You don’t remember how long you lingered in that state of euphoria: was it until her third or fifth Smirnoff Ice? You only remember her tapping you and saying she wanted to leave. You remember hugging her a bit too long and telling her you would talk but would you? On the morrow, after your mind wasn’t buzzing from the influence of the green bottle and her seductive dress wasn’t there to confuse you, would you still want to see her or would the din of, ‘mzungu wangu’ be louder than that of laughter and nice conversations?
*
Wollap sexy friends,
It’s been a while since we had one of this intimate small council meetings. How are you? Good? The book, the book, the book. Yeah, covers should be dropping any minute now. In the meantime read the second one. The first draft is done. I will be dropping a chapter or so every day. Find me on Instagram as well. I have taken a liking to the platform, especially the stories. Catch me there for updates, along with the Behind the Scenes of my drab lifestyle.
Adieu!
Love this article? You will love my book even more, find it here. We don’t (yet) have the budget to buy space on prime time TV or full page ads in the Daily Nation, so your shares are what help us get discovered. Feel free to whisper us to a friend and leave a comment.

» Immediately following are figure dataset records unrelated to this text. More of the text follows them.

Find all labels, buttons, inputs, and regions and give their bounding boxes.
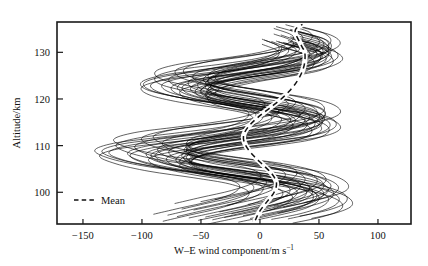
x-tick-label: 50	[314, 230, 325, 241]
y-tick-label: 100	[34, 187, 50, 198]
y-axis-title: Altitude/km	[11, 98, 22, 149]
x-tick-label: −100	[131, 230, 153, 241]
x-tick-label: 100	[370, 230, 386, 241]
x-axis-title: W–E wind component/m s−1	[174, 244, 294, 256]
x-tick-label: 0	[257, 230, 262, 241]
x-tick-label: −150	[72, 230, 94, 241]
wind-profile-chart: −150−100−50050100 100110120130 W–E wind …	[0, 0, 428, 266]
y-tick-label: 110	[35, 141, 50, 152]
y-tick-label: 130	[34, 47, 50, 58]
x-tick-label: −50	[193, 230, 209, 241]
legend-label-mean: Mean	[101, 195, 126, 206]
figure-container: −150−100−50050100 100110120130 W–E wind …	[0, 0, 428, 266]
y-tick-label: 120	[34, 94, 50, 105]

I hate hangovers. Whiskey hangovers are a bitch. But whiskey just settles in well. Brown bottles! The taste is just not a thing I miss. Heineken, someday.
That sounds like a lonely evening. I have had those. The one in a blue moon situations where I need company. The one time my own company is not enough. A block by the “we are just having a nice conversation” would send me to sleep early.
But clearly the din of “Mzungu wangu” keeps getting louder.